For someone who said a year or so ago that he didn’t review cables I seem to have relaxed that conviction in recent months. What’s been catching my attention of late is creative thinking in dealing with the elecro-magnetic interference (EMI) that can add small amounts of distortion to the sound of hi-fi components: Louis Motek’s LessLoss DFPC power cords (reviewed here) tackle the problem by utilising the naturally occurring ‘skin effect’ to filter out high frequency nasties.
If you’re using a standard commercial PC or Mac, its USB ports are gonna be noisy. Furthermore, finding a suitable figure-8 power cable for a post-2009 MacMini might serve to eradicate only some of its electrical noise. And if you don’t have the coin to step up to something like an Aurender or Antipodes music server (reviewed here), you’ll likely be open to cheaper ways to keep said noise from reaching the internals of your DAC over its USB line.
You might have already looked at the iFi iUSBPower (reviewed here) and iFi iPurifier as well as the considerably cheaper Teradak slipstreaming option and the Schiit Wyrd USB ‘decrapifier’.
Now France’s TotalDAC step forward with another possibility. Their D1 USB cable deploys an inline filter intended to strip out the EMI emanating from your computer’s USB port. Both power and data lines are filtered.
Comparisons to Light Harmonic’s LightSpeed USB cable (meta-reviewed here) would be pivotal to any review. I didn’t think the D1 USB cable would get close to the LightSpeed – itself as dramatic an improvement as the entry-level USB converters – but it impresses just as much but with a different set of sonic traits. Starting at €360 (~US$500) it’s half the price of the Light Harmonic! That’s two USB cables now that have emphatically trumped the $2 wire that ships with most DACs to get you up and running. Consider my eyes, ears and mind now firmly prised open.
You can read my full review of the TotalDAC D1 filtering USB cable over at 6Moons.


**TASK TO CARRY OUT**
Report every line of the records below that includes the string "this".

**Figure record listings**
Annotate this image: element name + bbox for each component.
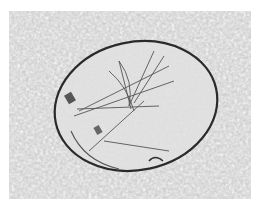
micrograph [9,11,251,199]
micrograph-svg [9,11,251,199]
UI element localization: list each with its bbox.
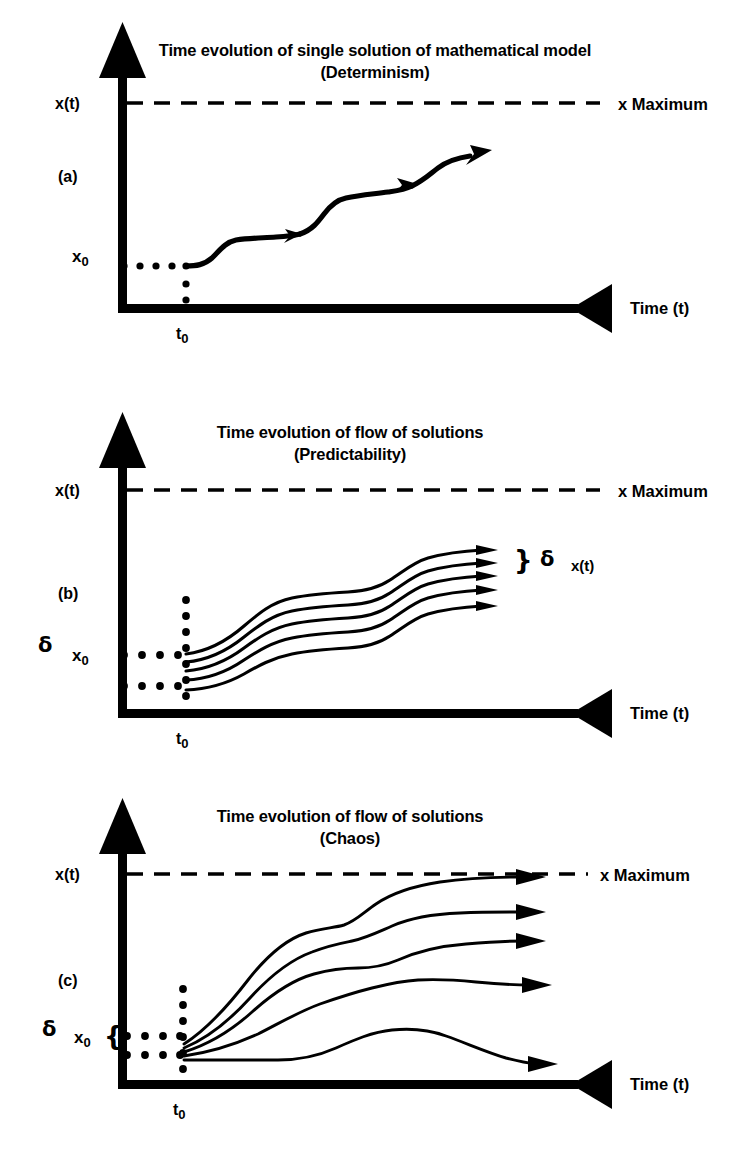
trajectory-c-1	[184, 877, 524, 1044]
panel-chaos: Time evolution of flow of solutions (Cha…	[0, 780, 741, 1163]
x-axis-label-c: Time (t)	[630, 1075, 689, 1094]
panel-label-a: (a)	[58, 168, 78, 186]
x-axis-b	[118, 689, 612, 738]
panel-label-c: (c)	[58, 972, 78, 990]
trajectory-b-1	[186, 550, 482, 654]
y-axis-label-b: x(t)	[55, 482, 80, 500]
delta-symbol-b: δ	[38, 633, 52, 657]
y-axis-label-a: x(t)	[55, 95, 80, 113]
x0-label-c: x0	[74, 1028, 91, 1050]
panel-predictability: Time evolution of flow of solutions (Pre…	[0, 390, 741, 780]
x0-dotted-line-a	[120, 262, 189, 269]
x0-upper-dotted-line-b	[120, 651, 182, 659]
x-maximum-label-b: x Maximum	[618, 482, 708, 501]
panel-determinism: Time evolution of single solution of mat…	[0, 0, 741, 390]
x-axis-a	[118, 284, 612, 333]
x0-upper-dotted-line-c	[123, 1032, 184, 1040]
x-axis-label-b: Time (t)	[630, 704, 689, 723]
t0-label-c: t0	[173, 1101, 186, 1122]
x0-label-c-sub: 0	[83, 1035, 90, 1050]
final-delta-symbol-b: δ	[540, 547, 554, 571]
trajectory-c-4	[184, 980, 530, 1056]
final-spread-label-b: x(t)	[571, 557, 594, 574]
trajectory-a	[186, 156, 470, 266]
x-maximum-label-c: x Maximum	[600, 866, 690, 885]
t0-dotted-line-b	[182, 596, 190, 700]
x0-label-a: x0	[72, 247, 89, 269]
delta-symbol-c: δ	[42, 1017, 56, 1041]
x-axis-label-a: Time (t)	[630, 299, 689, 318]
trajectory-arrowheads-b	[476, 545, 498, 611]
spread-brace-b: }	[514, 545, 533, 575]
trajectory-c-5	[184, 1029, 536, 1064]
trajectory-bundle-c	[184, 877, 536, 1064]
x-maximum-label-a: x Maximum	[618, 95, 708, 114]
t0-label-b-sub: 0	[181, 736, 188, 751]
x0-label-a-sub: 0	[81, 254, 88, 269]
panel-a-graphics	[0, 0, 741, 390]
t0-label-c-sub: 0	[178, 1107, 185, 1122]
trajectory-arrowheads-c	[516, 869, 558, 1072]
x0-lower-dotted-line-c	[123, 1051, 184, 1059]
t0-label-a-sub: 0	[181, 331, 188, 346]
y-axis-b	[99, 412, 146, 717]
spread-brace-c: {	[104, 1021, 123, 1051]
x0-label-b: x0	[72, 646, 89, 668]
panel-c-graphics	[0, 780, 741, 1163]
t0-dotted-line-a	[182, 280, 189, 303]
trajectory-bundle-b	[186, 550, 482, 690]
trajectory-b-3	[186, 576, 482, 671]
x0-label-b-sub: 0	[81, 653, 88, 668]
panel-label-b: (b)	[58, 585, 78, 603]
y-axis-label-c: x(t)	[55, 866, 80, 884]
t0-label-a: t0	[176, 325, 189, 346]
x0-lower-dotted-line-b	[120, 682, 182, 690]
t0-label-b: t0	[176, 730, 189, 751]
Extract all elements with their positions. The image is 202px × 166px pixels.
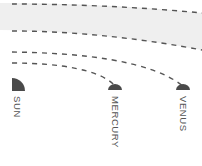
venus-orbit (12, 52, 183, 86)
mercury-icon (108, 84, 122, 90)
sun-label: SUN (12, 96, 22, 118)
mercury-label: MERCURY (110, 96, 120, 148)
venus-label: VENUS (178, 96, 188, 132)
sun-icon (12, 78, 25, 91)
venus-icon (176, 84, 190, 90)
solar-system-diagram (0, 0, 202, 166)
orbit-band (0, 3, 202, 50)
mercury-orbit (12, 63, 114, 85)
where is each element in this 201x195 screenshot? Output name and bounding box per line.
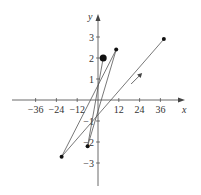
start-point-marker (100, 55, 107, 62)
y-axis-label: y (87, 11, 93, 22)
y-tick-label: 3 (89, 32, 94, 43)
x-tick-label: 36 (155, 104, 165, 115)
curve (62, 39, 164, 157)
x-tick-label: −24 (49, 104, 65, 115)
point-marker (114, 48, 118, 52)
x-tick-label: 12 (114, 104, 124, 115)
y-tick-label: 1 (89, 74, 94, 85)
y-axis-arrow-icon (96, 14, 101, 21)
x-axis-label: x (181, 104, 187, 115)
x-tick-label: 24 (135, 104, 145, 115)
curve-line (62, 39, 164, 157)
point-marker (86, 144, 90, 148)
point-marker (60, 155, 64, 159)
parametric-plot: xy −36−24−12122436−3−2−1123 (0, 0, 201, 195)
y-tick-label: −3 (83, 158, 94, 169)
x-tick-label: −12 (69, 104, 85, 115)
x-tick-label: −36 (28, 104, 44, 115)
x-axis-arrow-icon (178, 98, 185, 103)
point-marker (162, 37, 166, 41)
y-tick-label: 2 (89, 53, 94, 64)
direction-arrow-icon (131, 75, 140, 84)
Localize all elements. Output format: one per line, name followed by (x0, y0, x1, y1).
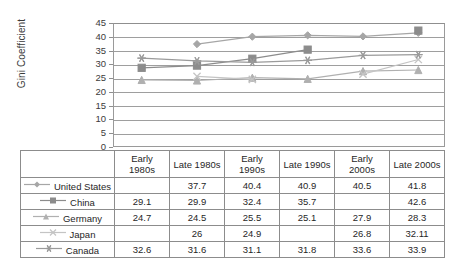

**ANSWER SECTION**
Annotate this image: element name + bbox for each component.
where is each element in this 201x195 screenshot? Output name and bounding box per line.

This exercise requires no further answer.